This page focuses on the debt students take on to attend Merrell University of Beauty Arts and Science, including completion-adjusted borrowing and a standard repayment estimate. All figures come from the U.S. Department of Education and IPEDS.

Freshman-Year Loans for Merrell University of Beauty Arts and Science

At Merrell University of Beauty Arts and Science, 80% of first-year students take on loan debt, for an average of $7,892 per student, private and federal loans combined.

The average federally funded loan is $7,892. That is at or past the $5,500 federal first-year limit for the typical dependent freshman. Note that average undergraduate loan amounts shown later do not include private loans — so the full freshman figure above is not directly comparable.

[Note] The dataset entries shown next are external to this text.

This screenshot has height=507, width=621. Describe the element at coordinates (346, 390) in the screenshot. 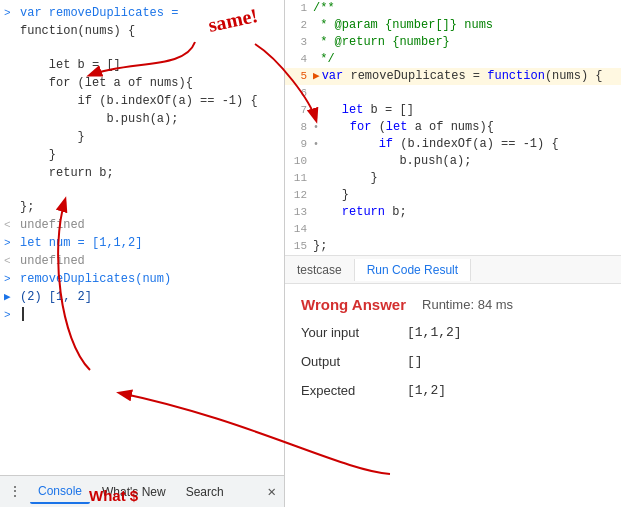

I see `expected-label: Expected` at that location.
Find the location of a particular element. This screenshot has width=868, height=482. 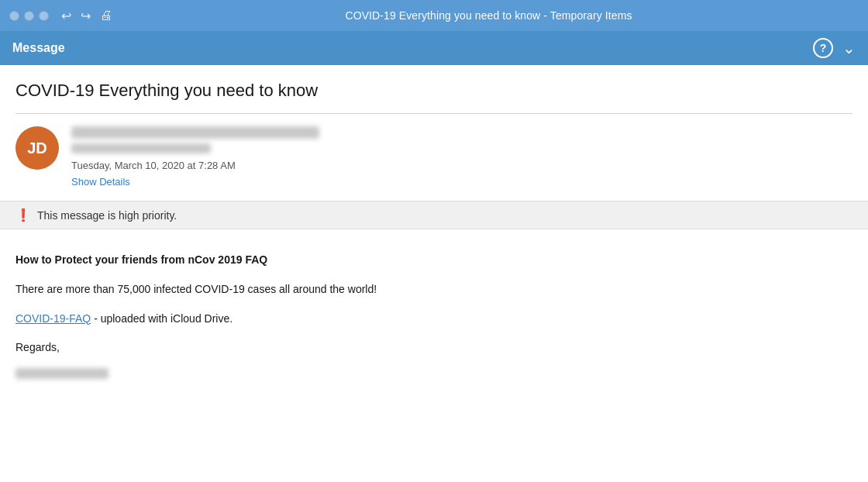

body-line-1: How to Protect your friends from nCov 20… is located at coordinates (434, 260).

What All Undergrads Borrow at Merrell University of Beauty Arts and Science

For undergraduates overall at Merrell University of Beauty Arts and Science, 51% take out federal student loans, with a mean of $7,411 per year. This works out to 6.1% below the freshman federal average of $7,892.

Repeating that yearly amount projects to about $14,822 across two years and $29,644 over a four-year span. This projection keeps yearly federal borrowing flat and excludes private and Parent PLUS loans.

Undergraduate federal borrowingValue
Share using federal loans51%
Average federal loan per year$7,411
Undergraduates with a federal loan72
Total federal loans (one year)$533,620

Median Student Borrowing for Merrell University of Beauty Arts and Science

The middle borrower at Merrell University of Beauty Arts and Science owes $6,125 in federal borrowing.

Borrower groupMedian federal debt
All federal borrowers$6,125
Students who completed (graduates)$7,671
Students who withdrew$4,541

Withdrawn-student debt matters because those borrowers carry the loans without the degree that helps repay them.

The Range of Student Debt at this School

Looking only at the median is misleading — these four percentiles describe the full debt distribution for borrowers at Merrell University of Beauty Arts and Science.

PercentileCumulative Federal Debt
10th percentile (lowest-debt students)$4,750
25th percentile$5,500
75th percentile$12,500
90th percentile (highest-debt students)$15,500

The gap between the 10th and 90th percentile is the clearest single measure of how widely borrowing varies at Merrell University of Beauty Arts and Science.

What It Costs to Repay at Merrell University of Beauty Arts and Science

Repayment burden translates the debt figures into what a borrower actually pays each month. Merrell University of Beauty Arts and Science.

Student Loan Default Rates at Merrell University of Beauty Arts and Science

The default rate measures how many borrowers fall behind and ultimately fail to repay their federal loans. The official Department of Education two-year default rate for Merrell University of Beauty Arts and Science is shown below.

MetricValue
2-year cohort default rate7.4%
Borrowers in the cohort94

A lower default rate generally signals that graduates earn enough to manage their loan payments.

Median Debt by Student Group at Merrell University of Beauty Arts and Science

The breakdowns below show median federal debt by income, first-generation status, and dependency.

Borrowing by Income Tier

Income tierMedian federal debt
Low income$5,500

Dependent vs Independent Borrowers

CohortMedian federal debt
Dependent students$5,500
Independent students$6,672

Understanding Student Loans

Subsidized and Unsubsidized Loans

With an unsubsidized loan, interest starts adding up the day the loan is disbursed, including during school. Subsidized loans, by contrast, do not accrue interest while you are enrolled at least half-time, which makes them the less expensive option when you qualify.

Did You Know?

Unlike most other debt, federal student loans generally survive bankruptcy — and unpaid balances can lead to wage garnishment — so borrow only what you truly need.

References

More about our data sources and methodologies.